On Fri, Feb 22, 2013 at 11:04:24AM +0100, Markus Armbruster wrote:
Markus Armbruster <armbru(a)redhat.com> writes:
> Anthony Liguori <anthony(a)codemonkey.ws> writes:
>
>> Markus Armbruster <armbru(a)redhat.com> writes:
>>
>>> Eduardo Habkost <ehabkost(a)redhat.com> writes:
>>>
>>>> This allows "," to be used a separator between each CPU range.
Note
>>>> that commas inside key=value command-line options have to be escaped
>>>> using ",,", so the command-line will look like:
>>>>
>>>> -numa node,cpus=A,,B,,C,,D
>>>
>>> This is really, really ugly, and an embarrassment to document. Which
>>> you didn't ;)
>>>
>>> What about
>>>
>>> -numa node,cpus=A,cpus=B,cpus=C,cpus=D
>>>
>>> Yes, QemuOpts lets you do that. Getting all the values isn't as easy
as
>>> it could be (unless you use Laszlo's opt-visitor), but that could be
>>> improved.
>>
>> No more of this.
>>
>> -numa node,cpus=A:B:C:D
>>
>> if you want to express a list.
>
> Okay for command line and human monitor, just don't let it bleed into
> QMP.
Footnotes:
1. Using colons for lists works only as long as the list elements don't
contain colons.

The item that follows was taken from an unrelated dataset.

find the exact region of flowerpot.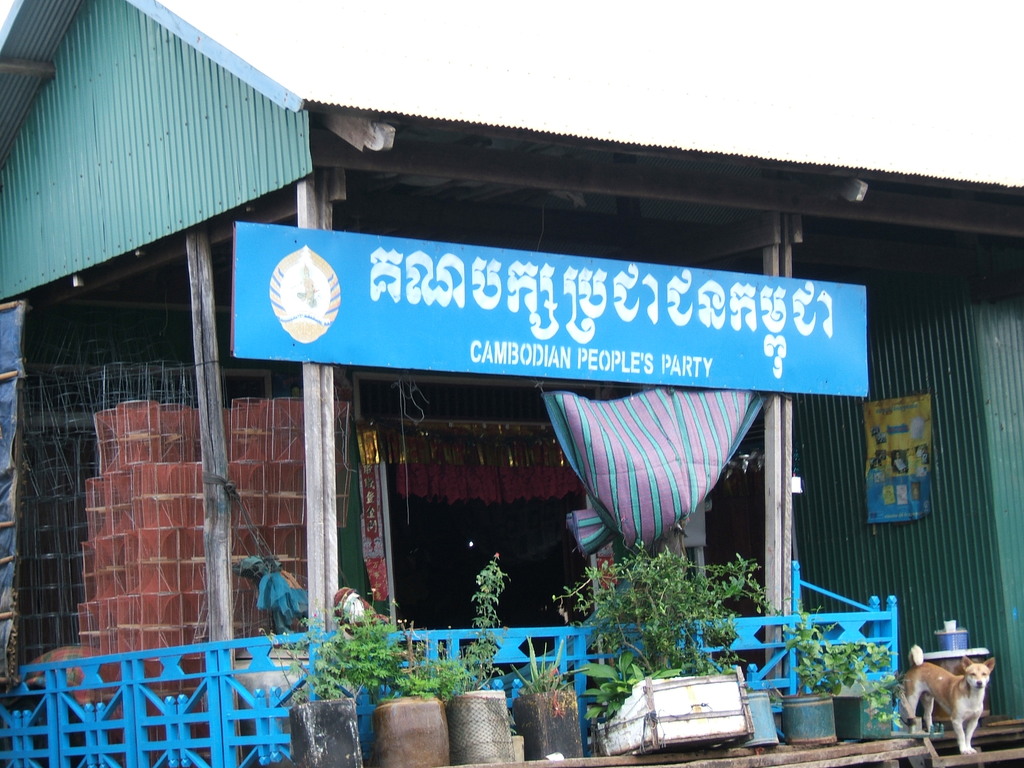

Fine for numbers. No good for filenames, network
addresses, ...
2. QemuOpts helped us reduce the number of ad hoc option parsers,
improving consistency and error messages quite a bit. Having every user
of colon lists roll their own ad hoc parser slides back into the hole
that motivated QemuOpts. Let's try to avoid that, please.
3. The existing QemuOpts syntax for list-valued options (repeating the
option) doesn't have either of these problems.
The problem here seems to be that we want to reuse option parsing code,
but the only reusable syntax we have for command-line options today is
awful (at least for representing lists).
So our only options seem to be: 1) accept some ugliness and things like
"A,,B,,C" or "cpus=A,cpus=B,cpus=C"; 2) write ad hoc option parsers;
3)
define/choose a new reusable syntax.
We already have at least 2 better ways to represent config data (config
files and QMP+JSON), but why do we insist in using command-line options
with an awful syntax for everything?